GPA Calculator
Calculate semester GPA using credits and grade points.
Open Tool โCalculate your weighted course grade from assignments, quizzes, projects, and exam scores.
Final Weighted Grade
0%
Letter Grade: -
This grade calculator helps you compute your final course score when your class uses weighted components. Most courses split marks across assignments, quizzes, projects, and final exam. Instead of doing repeated manual math, enter each component score and its weight percentage. When you click calculate, the tool combines weighted scores and returns the final percentage and letter grade.
Start by entering your assignment score and assignment weight. Repeat this for quiz, project, and final exam. Make sure each score is entered as a percentage out of 100. Then make sure all weights together add up to 100 percent. If weights do not total 100, the tool warns you because the result would otherwise be incomplete or inflated.
The weighted grade formula is:
Final Grade = (S1 x W1 + S2 x W2 + S3 x W3 + S4 x W4) / 100
Where:
Letter grade mapping used by this page:
Suppose your scores are: Assignment 84 with 20% weight, Quiz 78 with 15% weight, Project 92 with 25% weight, and Final Exam 88 with 40% weight.
The weighted sum is: (84x20) + (78x15) + (92x25) + (88x40) = 8670. Divide by 100 to get final grade 86.7%. That corresponds to a letter grade B on the default scale.
Students often misjudge where marks are being won or lost. Weighted grading solves that by showing impact, not just raw score. A 95 in a 10% quiz category matters less than a 78 in a 40% final exam category. This is why two students with similar average raw marks can end up with different final grades.
Using a calculator early in the semester helps you make smarter effort decisions. If project weight is high, investing more time in project quality can lift final grade faster than chasing small improvements in low-weight components. If final exam has largest weight, you can estimate how much recovery is possible even after weak quiz performance.
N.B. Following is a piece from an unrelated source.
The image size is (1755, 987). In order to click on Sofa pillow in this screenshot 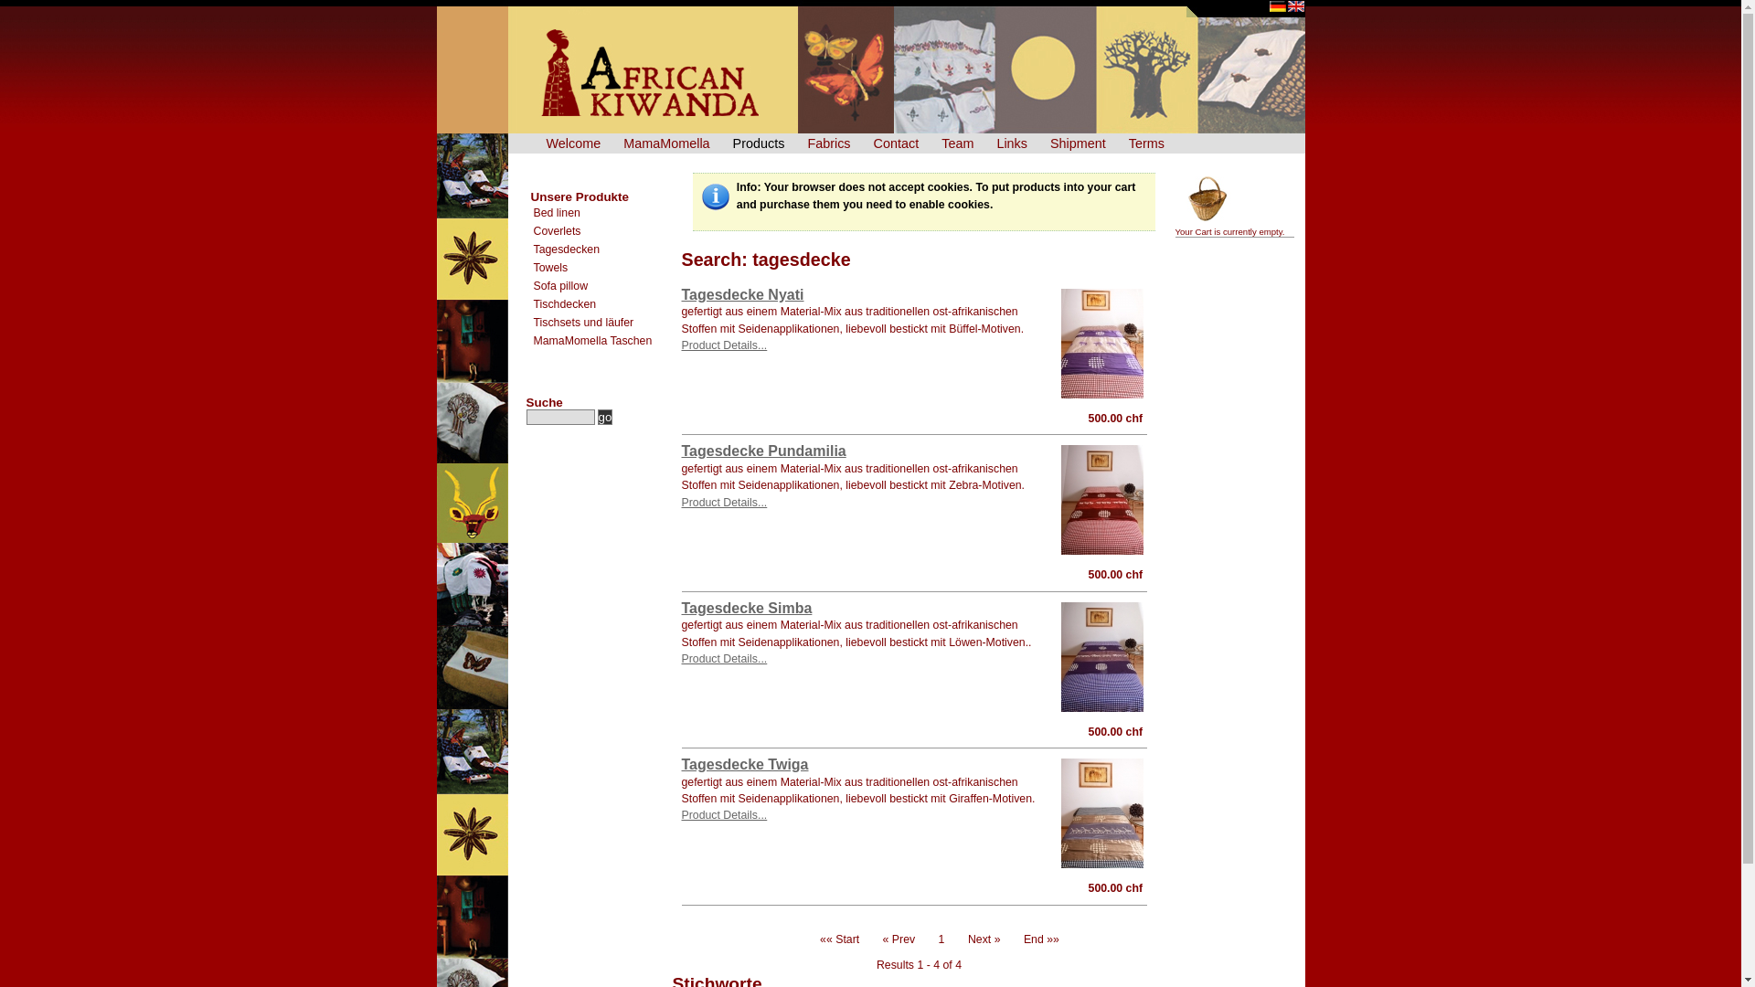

Weighted calculators also reduce avoidable mistakes in scholarship and progression planning. Many institutions set minimum grade thresholds for internships, elective eligibility, honors classification, and academic probation rules. When the boundary is strict, a one-point error from manual calculation can create unnecessary anxiety. Reliable weighted calculations remove that uncertainty.
For faculty and teaching assistants, weighted models also make grading policy transparent. Students can see how each assessment contributes to total course outcome. Transparency usually leads to better engagement and fewer disputes because expectations are measurable.
If your course includes more than four components, you can still use this page by first averaging similar categories. For example, combine multiple quizzes into one quiz average and use the overall quiz weight. The same logic works for lab tasks, attendance, participation, and homework buckets.
Finally, remember that grade tracking is most useful when it is continuous. Do not wait until exam week. Update your numbers after each component is released, then adjust study strategy. Small weekly corrections are easier than last-minute rescue attempts.
Improving a weighted course grade is mainly about prioritization. Start by identifying your top two weight contributors and track expected scores there every week. If a component is worth 35% to 40%, even a small score increase can create a meaningful final-grade jump. This is often more efficient than chasing perfection in low-weight tasks.
Use milestone checkpoints. After each assignment, quiz, or internal test, update your entries in the calculator and check your current standing. Then define a realistic target range for the next component, not a vague goal like "do better." Numeric targets are easier to prepare for because they translate into measurable study plans and revision blocks.
Also separate controllable and uncontrollable factors. You can control submission quality, practice consistency, and revision timing. You cannot fully control question difficulty or strictness of evaluation. A weighted calculator helps you focus on controllable levers by showing exactly where additional effort is most likely to produce better outcomes.
It multiplies each score by its weight and sums all weighted parts to produce final course percentage.
Yes. If total weight is not 100 percent, final grade is not complete and should not be used as official result.
Yes. Any course using weighted components can be calculated with this method.
Default mapping is A 90+, B 80+, C 70+, D 60+, and F below 60. You can still interpret percentage using your institution scale.
Average them into one category first, then enter that average with the correct category weight.